[the spy shows the right building] Garrison: Is he sure this time? Harell: He sounds scared shitless. Garrison: Good. That's always a good sign.
We did experiments with the Boston Symphony for many years where we measured the angles of incidence of sound arriving at the ears of the audience, then took the measurements back to MIT and analyzed them.
You have to figure out who the right person is to tell the story. And often, people who are very self-aware will only sound as if they are pontificating if they tell the story.
The world is never quiet, even its silence eternally resounds with the same notes, in vibrations which escape our ears. As for those that we perceive, they carry sounds to us, occasionally a chord, never a melody.
Light travels faster than sound. This is why some people appear bright until you hear them speak.
I think of a band like Animal Collective where they really follow their own sound and I think that's a really important thing to do. You can find an audience if you can find your voice.
I'm starting to think my narrators' sentences are getting too big for them, and they are getting to sound a bit samey and, more disturbingly, a bit too much like me.
We meet before the movie and she gives you charts with sounds on them and makes a tape of examples. While they are setting up the scene, I go with her to the trailer and we go through the scene and correct the speech.
the next time you hear someone in a workshop remarking on how good a particular free-verse line or passage sounds, scan it. The odds are that it will fall into a regular metrical pattern.
Good editorial writing has less to do with winning an argument, since the other side is mostly not listening, than with telling the guys on your side how they ought to sound when they're arguing.
Through Hamas, Iran has been able to buy itself a seat on the table in talking about the Palestinian issue. And, as a result, through Hamas it does play a role in the issue of the Palestinians, as strange as that should sound.
I think we're quite unique in that we do have our own sound and approach and we don't really care what's going on elsewhere... we've never wanted to be part of another trend or movement.
The authentic Gullah dialect is actually very clipped, and so it would sound almost Jamaican and be very odd to an American audience's ears. It's not the typical Southern dialect that we're used to. It has a much more percussive rhythm to it.
Darnell had received what is called a sound commercial education, and would therefore have found very great difficulty in putting into articulate speech any thought that was worth thinking;
Everything that has a spare piano is 'like Satie' and everything with strings is 'filmic,' Sometimes I get annoyed when they say my stuff sounds 'like Satie'. No, it doesn't. At least, I don't think so.
If somebody ever says something is a mature theme, it's bound to not be. I mean, you shouldn't fall for that. You can make it sound mature, but anything that's about being mature is pretty immature.
Watching the scenes out of New Orleans, if you turn down the sound it could be the Sudan or any Third World country. But it's not. it's the United States of America.
Even the blind man can see the beauty as it rides upon the sound of a voice, edge itself between the lines on his fingerprints to be spread upon the smooth snippets of life he touches.
With Fever, the film was so made for the screen, and there's so much surround sound that was done for the film - enormous detail paid to that. I wasn't thinking video, because I didn't know how it was going to turn out.
Broadcasters or politicians or writers who think that they are respecting Struggle Street, the battlers, by dumbing things down into one-line sound bites are not respecting them, they are treating them with contempt. It's our job above all in politic...
By that I mean, I think that it is true that politics and political heroes have to satisfy our need to be greater than mortal in some way, and that's led them into creating illusions, sound bites, focus groups that tell you what to do.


Repeat the lines of the material below exactly, beginning at the one with "Could you detect" and stopping after the last.

---

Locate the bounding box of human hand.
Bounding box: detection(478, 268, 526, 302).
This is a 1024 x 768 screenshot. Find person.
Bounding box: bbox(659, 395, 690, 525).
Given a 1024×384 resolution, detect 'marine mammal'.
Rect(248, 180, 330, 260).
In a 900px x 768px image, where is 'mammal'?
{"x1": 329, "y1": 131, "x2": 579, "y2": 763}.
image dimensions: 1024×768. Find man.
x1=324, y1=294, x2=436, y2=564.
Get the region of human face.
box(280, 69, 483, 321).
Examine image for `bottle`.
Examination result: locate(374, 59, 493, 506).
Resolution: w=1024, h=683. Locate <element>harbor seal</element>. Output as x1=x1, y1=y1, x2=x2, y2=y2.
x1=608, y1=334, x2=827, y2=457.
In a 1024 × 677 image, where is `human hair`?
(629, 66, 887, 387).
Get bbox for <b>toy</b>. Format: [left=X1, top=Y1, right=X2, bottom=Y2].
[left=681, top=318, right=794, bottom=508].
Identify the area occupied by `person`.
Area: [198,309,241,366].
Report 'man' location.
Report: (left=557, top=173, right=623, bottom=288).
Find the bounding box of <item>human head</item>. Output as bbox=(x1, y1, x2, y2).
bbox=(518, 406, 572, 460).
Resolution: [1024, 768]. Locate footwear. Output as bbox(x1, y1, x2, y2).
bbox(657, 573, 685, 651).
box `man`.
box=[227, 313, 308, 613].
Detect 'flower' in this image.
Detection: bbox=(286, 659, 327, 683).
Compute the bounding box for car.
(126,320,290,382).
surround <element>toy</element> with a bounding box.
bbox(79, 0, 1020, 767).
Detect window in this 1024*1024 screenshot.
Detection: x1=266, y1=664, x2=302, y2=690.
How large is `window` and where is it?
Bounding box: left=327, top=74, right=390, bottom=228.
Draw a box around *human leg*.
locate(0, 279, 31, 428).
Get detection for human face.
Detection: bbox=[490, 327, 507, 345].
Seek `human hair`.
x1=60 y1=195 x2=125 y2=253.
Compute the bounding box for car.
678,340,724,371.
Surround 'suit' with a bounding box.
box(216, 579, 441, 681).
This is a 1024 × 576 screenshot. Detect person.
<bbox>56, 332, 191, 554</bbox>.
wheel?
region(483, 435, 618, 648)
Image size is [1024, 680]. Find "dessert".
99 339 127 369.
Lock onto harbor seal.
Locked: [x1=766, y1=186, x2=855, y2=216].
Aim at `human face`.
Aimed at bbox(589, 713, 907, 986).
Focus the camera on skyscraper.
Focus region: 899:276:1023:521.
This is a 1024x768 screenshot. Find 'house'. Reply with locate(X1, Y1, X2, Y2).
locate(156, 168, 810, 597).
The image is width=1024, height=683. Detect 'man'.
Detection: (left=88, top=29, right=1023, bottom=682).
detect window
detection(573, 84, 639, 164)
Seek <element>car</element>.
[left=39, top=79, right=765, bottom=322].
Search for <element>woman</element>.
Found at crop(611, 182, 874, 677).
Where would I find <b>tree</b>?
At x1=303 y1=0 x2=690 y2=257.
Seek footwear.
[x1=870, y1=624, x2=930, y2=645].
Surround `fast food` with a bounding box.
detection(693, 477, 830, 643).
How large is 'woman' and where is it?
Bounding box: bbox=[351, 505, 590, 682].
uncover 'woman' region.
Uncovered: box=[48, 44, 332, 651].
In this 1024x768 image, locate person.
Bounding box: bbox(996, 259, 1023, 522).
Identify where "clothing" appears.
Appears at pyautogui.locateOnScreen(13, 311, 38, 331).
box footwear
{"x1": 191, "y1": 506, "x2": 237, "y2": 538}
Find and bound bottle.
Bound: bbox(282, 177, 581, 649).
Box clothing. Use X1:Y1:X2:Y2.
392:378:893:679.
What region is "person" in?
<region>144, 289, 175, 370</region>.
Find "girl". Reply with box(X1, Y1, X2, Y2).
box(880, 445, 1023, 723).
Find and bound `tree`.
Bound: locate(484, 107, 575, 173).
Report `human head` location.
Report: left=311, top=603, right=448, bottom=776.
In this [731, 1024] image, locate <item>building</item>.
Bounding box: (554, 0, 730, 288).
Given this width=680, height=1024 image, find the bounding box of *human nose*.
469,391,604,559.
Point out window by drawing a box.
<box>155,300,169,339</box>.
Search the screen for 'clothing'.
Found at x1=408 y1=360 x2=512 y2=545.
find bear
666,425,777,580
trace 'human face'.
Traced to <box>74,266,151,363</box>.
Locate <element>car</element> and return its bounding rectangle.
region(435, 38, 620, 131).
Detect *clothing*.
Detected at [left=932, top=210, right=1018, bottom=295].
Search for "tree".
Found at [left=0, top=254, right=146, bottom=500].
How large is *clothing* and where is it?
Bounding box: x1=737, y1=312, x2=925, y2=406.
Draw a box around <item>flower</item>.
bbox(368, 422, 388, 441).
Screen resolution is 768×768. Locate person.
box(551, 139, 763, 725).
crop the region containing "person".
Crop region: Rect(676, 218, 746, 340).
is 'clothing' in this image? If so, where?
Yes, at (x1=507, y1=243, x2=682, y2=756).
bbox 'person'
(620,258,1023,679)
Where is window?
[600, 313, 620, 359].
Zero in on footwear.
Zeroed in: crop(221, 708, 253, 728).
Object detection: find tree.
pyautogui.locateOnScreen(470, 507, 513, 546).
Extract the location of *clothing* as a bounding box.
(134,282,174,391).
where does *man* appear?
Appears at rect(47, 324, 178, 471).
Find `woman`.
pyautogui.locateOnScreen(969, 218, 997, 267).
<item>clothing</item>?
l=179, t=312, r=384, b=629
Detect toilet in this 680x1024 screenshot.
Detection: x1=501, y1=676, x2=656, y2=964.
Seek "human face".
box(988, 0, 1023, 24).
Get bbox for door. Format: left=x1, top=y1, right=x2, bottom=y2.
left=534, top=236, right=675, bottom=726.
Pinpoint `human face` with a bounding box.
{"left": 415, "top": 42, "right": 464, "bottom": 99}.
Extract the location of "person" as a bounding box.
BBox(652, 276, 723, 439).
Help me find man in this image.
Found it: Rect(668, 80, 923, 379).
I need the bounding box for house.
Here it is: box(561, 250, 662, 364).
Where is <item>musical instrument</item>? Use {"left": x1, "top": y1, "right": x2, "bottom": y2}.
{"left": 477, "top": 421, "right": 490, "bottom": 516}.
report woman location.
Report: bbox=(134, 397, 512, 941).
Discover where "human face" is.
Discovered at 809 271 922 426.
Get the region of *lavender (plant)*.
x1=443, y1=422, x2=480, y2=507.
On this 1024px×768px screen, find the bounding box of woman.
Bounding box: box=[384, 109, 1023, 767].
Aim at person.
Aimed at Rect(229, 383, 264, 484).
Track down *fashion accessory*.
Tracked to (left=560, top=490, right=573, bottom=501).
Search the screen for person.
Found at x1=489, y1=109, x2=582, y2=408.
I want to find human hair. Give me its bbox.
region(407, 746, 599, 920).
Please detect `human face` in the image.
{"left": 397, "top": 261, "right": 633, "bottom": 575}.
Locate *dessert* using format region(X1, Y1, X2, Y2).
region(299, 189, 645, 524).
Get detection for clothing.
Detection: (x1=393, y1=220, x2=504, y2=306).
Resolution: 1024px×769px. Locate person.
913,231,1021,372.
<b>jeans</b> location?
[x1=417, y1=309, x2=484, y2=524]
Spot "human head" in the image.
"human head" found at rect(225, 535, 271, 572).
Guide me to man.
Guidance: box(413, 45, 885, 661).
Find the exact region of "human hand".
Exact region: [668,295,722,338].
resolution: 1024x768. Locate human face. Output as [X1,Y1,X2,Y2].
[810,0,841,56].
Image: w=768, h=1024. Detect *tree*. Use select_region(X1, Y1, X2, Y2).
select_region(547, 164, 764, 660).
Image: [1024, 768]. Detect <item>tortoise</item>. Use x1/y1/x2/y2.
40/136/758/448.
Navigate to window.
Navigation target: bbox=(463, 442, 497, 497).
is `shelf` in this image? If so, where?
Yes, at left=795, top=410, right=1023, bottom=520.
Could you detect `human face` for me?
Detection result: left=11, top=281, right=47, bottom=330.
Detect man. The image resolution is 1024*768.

---

*EXERCISE SOLUTION:*
Could you detect `human face` for me?
Detection result: left=11, top=281, right=47, bottom=330.
Detect man. The image resolution is 1024*768.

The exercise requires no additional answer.